There was a really great analysis a few months ago looking at the performance impact of rust, C++ and hardened C++. They patched the compiler to see what happened when all runtime safety aspects were removed - and the result was about a 2-3% improvement. Measurable for sure, but nothing to write home about.
> Secondly, Android C++ code is not particularly high quality, [..] Thirdly, it has a massive target on its back and is under attack by pretty much everyone.
Most code isn't particularly high quality. But I suspect google has better resources and processes than most C++ dev teams. As for security - just about all code is a target now that LLMs can find vulnerabilities so easily. I want all the software on my computer to be hardened against attacks that can be found and exploited in under $5 of compute.
> [Rust is] also quite ugly, people complain about its complexity and is unfortunately suffering from dependency explosion. I hope it’s a stepping stone to something better.
As Stroustrup once said, "There are only two kinds of languages: the ones people complain about and the ones nobody uses." It's a good sign that people are complaining about it. But otherwise I agree - I look forward to seeing how rust's borrow checker inspires new languages going forward. There's a lot more good ideas in the programming language space that we haven't scratched.
However, there are also a number of other threads on /r/cpp where you can read about people's opinions. https://www.reddit.com/r/cpp/comments/1rsmw5j/c26_safety_fea... is one sort of recent (three months ago) thread that I remember having quite the discussion.
My take (which is, given that I worked on Rust, a bit biased, but I intend to be truthful regardless) is that there are some folks who agree with Bjarne, but also many who do not.
> He then goes on to say say that Modern C++ and where it is necessary, hardened libraries, go a long way to making these problems non issues.
I'll believe this when he can actually point to non-trivial, real-world C++ codebases that have managed to avoid having memory unsafety following these techniques. "It's technically possible for this issue to be avoided" is a lot easier to say than it is to actually make work in practice.
If Apple and friends have a secret recipe for avoiding C++ memory vulnerabilities, maybe they should start using it to avoid stuff like this: https://nvd.nist.gov/vuln/detail/CVE-2026-20700
The recipe is tame C and C++ as much as possible, on the language level, toolchains and hardware memory tagging, following by writing new code in something else like Swift.
See Meet with Apple, security event.
Naturally they aren't going to throw away LLVM, DriverKit or Metal Shading Language, so there is a compromise there.
My point is that there are plenty of smart people touting various recipes for safe C++, but somehow vanishingly few instances of actually safe C++ codebases.

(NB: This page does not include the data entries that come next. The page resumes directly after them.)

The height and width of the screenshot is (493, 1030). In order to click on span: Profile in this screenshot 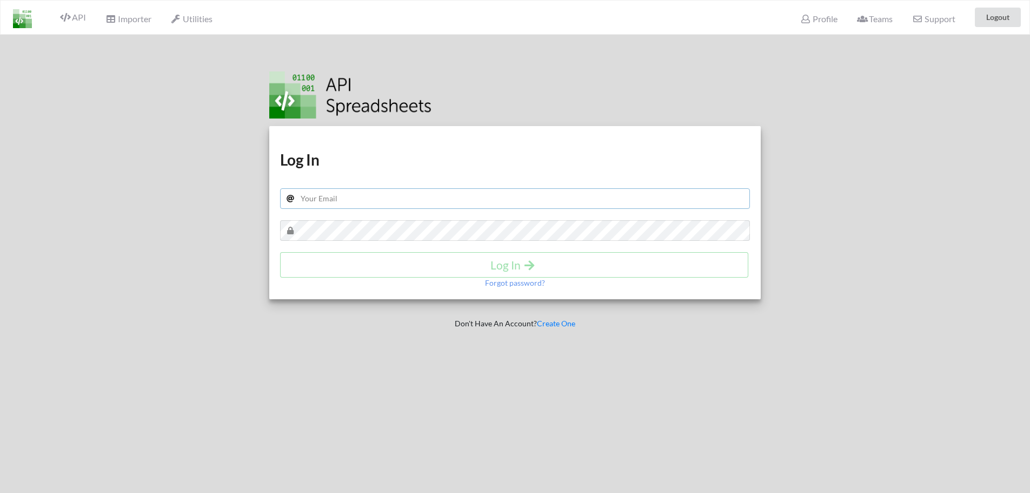, I will do `click(819, 18)`.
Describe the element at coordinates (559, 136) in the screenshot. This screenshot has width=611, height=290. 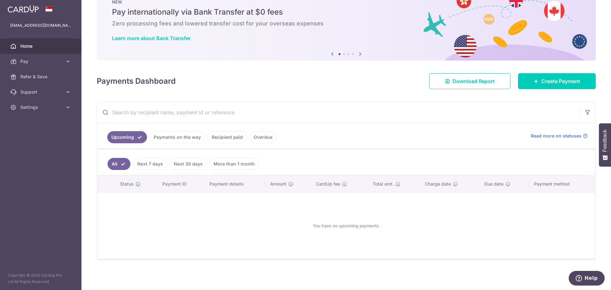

It's hard not to feel like the claims that C++ can be made safe are mostly being made from an abstract theoretical viewpoint and not a pragmatic one, because even the companies with the most resources or the smartest people don't seem to be able to pull it off.
Agreed, however I would vouch it is a matter of culture beyond anything else.
Dennis Ritchie had this to say about C,
> Although the first edition of K&R described most of the rules that brought C's type structure to its present form, many programs written in the older, more relaxed style persisted, and so did compilers that tolerated it. To encourage people to pay more attention to the official language rules, to detect legal but suspicious constructions, and to help find interface mismatches undetectable with simple mechanisms for separate compilation, Steve Johnson adapted his pcc compiler to produce lint [Johnson 79b], which scanned a set of files and remarked on dubious constructions.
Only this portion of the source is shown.